The Travail Of Passion - Analysis
A love so absolute it becomes a Passion
Yeats’s central move here is to treat the Crucifixion not only as an event to be believed in, but as the template for what it feels like when the eternal presses into the body. The poem begins with a conditional surge—When
, When
—as if this ordeal is not rare but inevitable whenever an immortal passion
takes up residence in mortal clay
. That phrase makes devotion sound almost physiological: the divine is not an idea hovering above us, but a force that has to breathe through flesh, and therefore hurts.
The tone is reverent and heated, more trance than sermon. Even the first image—flaming
, lute-thronged
, angelic
—is crowded and sensuous, like a doorway of sound and fire opening too wide to bear. From the start, ecstasy and overload sit right beside each other.
The inventory of wounds: where spirit meets violence
The octave piles up the stations of the Passion with almost no air between them: the scourge
, plaited thorns
, a road Crowded with bitter faces
, wounds in palm and side
, the vinegar-heavy sponge
. This is not gentle piety; it’s a blunt catalogue of pain. Crucially, the speaker says Our hearts endure
these things. The suffering is shared inwardly—registered as a beating, emotional endurance—so that the crucified body becomes a kind of inward landscape for anyone who loves beyond what the world can tolerate.
That shared suffering also creates a tension: the poem talks about passion in two senses at once. It’s Christ’s Passion, but it’s also the hot, consuming passion of human desire. The poem refuses to keep those meanings separate; instead it implies that the deepest desire will always look scandalous, even punishable, in a world full of bitter faces
.
Kedron’s flowers: beauty placed beside humiliation
One of the strangest details arrives almost quietly: the flowers by Kedron stream
. Kedron (Kidron) evokes the geography around Jerusalem and the movement toward betrayal and arrest, yet Yeats places flowers there, as if beauty persists at the edge of catastrophe. This matters because the poem is not trying to redeem violence by prettifying it; it is showing how devotion keeps noticing and offering tenderness even when the scene is dominated by instruments of torture.

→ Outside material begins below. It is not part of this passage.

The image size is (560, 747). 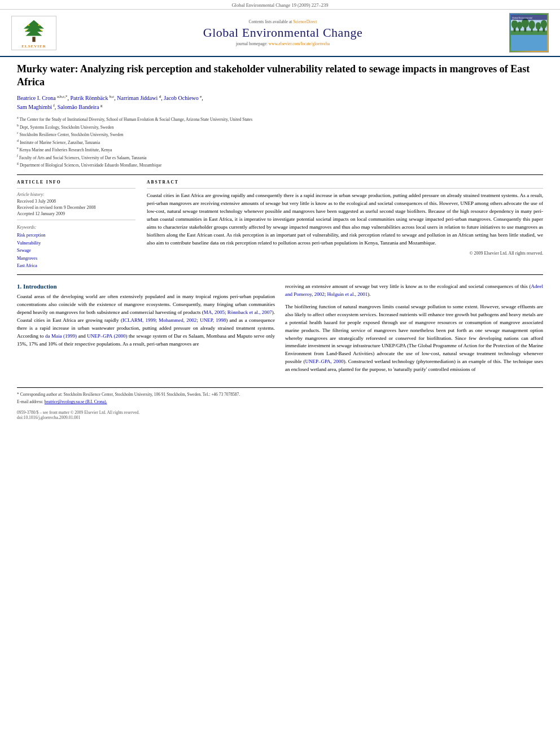 What do you see at coordinates (299, 44) in the screenshot?
I see `journal-homepage-link: www.elsevier.com/locate/gloenvcha` at bounding box center [299, 44].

The turn: from bearing witness to intimate attendance
The poem pivots at We will bend down
. After the relentless public imagery—crowds, thorns, nails—the speaker shifts into a private act of care: loosen our hair over you
, letting it drop faint perfume
and gather dew
. The gesture recalls the Gospel scene of a woman anointing Jesus, but Yeats heightens its physicality: hair becomes a veil, perfume becomes breath made visible, dew becomes a freshening weight. The register turns from endurance to ministrations, from spectacle to touch.
Yet that intimacy does not erase the earlier brutality; it sits on top of it. The speaker can offer scent and softness, but only in the presence of wounds
and vinegar
. The poem’s contradiction is sharp: the purest care is performed not in a safe sanctuary but directly over the body marked for death.
Lilies and roses: hope that looks like dying
The final line compresses the whole poem into two flowers: Lilies of death-pale hope
and roses of passionate dream
. Lilies traditionally suggest purity and resurrection, but Yeats insists on their pallor—hope here is not bright; it is bleached by proximity to death. Roses, by contrast, carry heat and redness, but he calls them dream
, implying desire’s unreality or its distance from what can be possessed. Together the flowers hold the poem’s double claim: devotion can be both a near-death experience and a kind of visionary romance, and it may be impossible to separate those two truths once immortal passion
has entered mortal clay
.
A question the poem won’t let go of
If the heart must endure
the Passion whenever it loves immortally, what does that imply about the world the lovers live in? The poem’s tenderness—hair, perfume, dew—doesn’t stop the plaited thorns
; it merely insists on staying close enough to scent the air around them.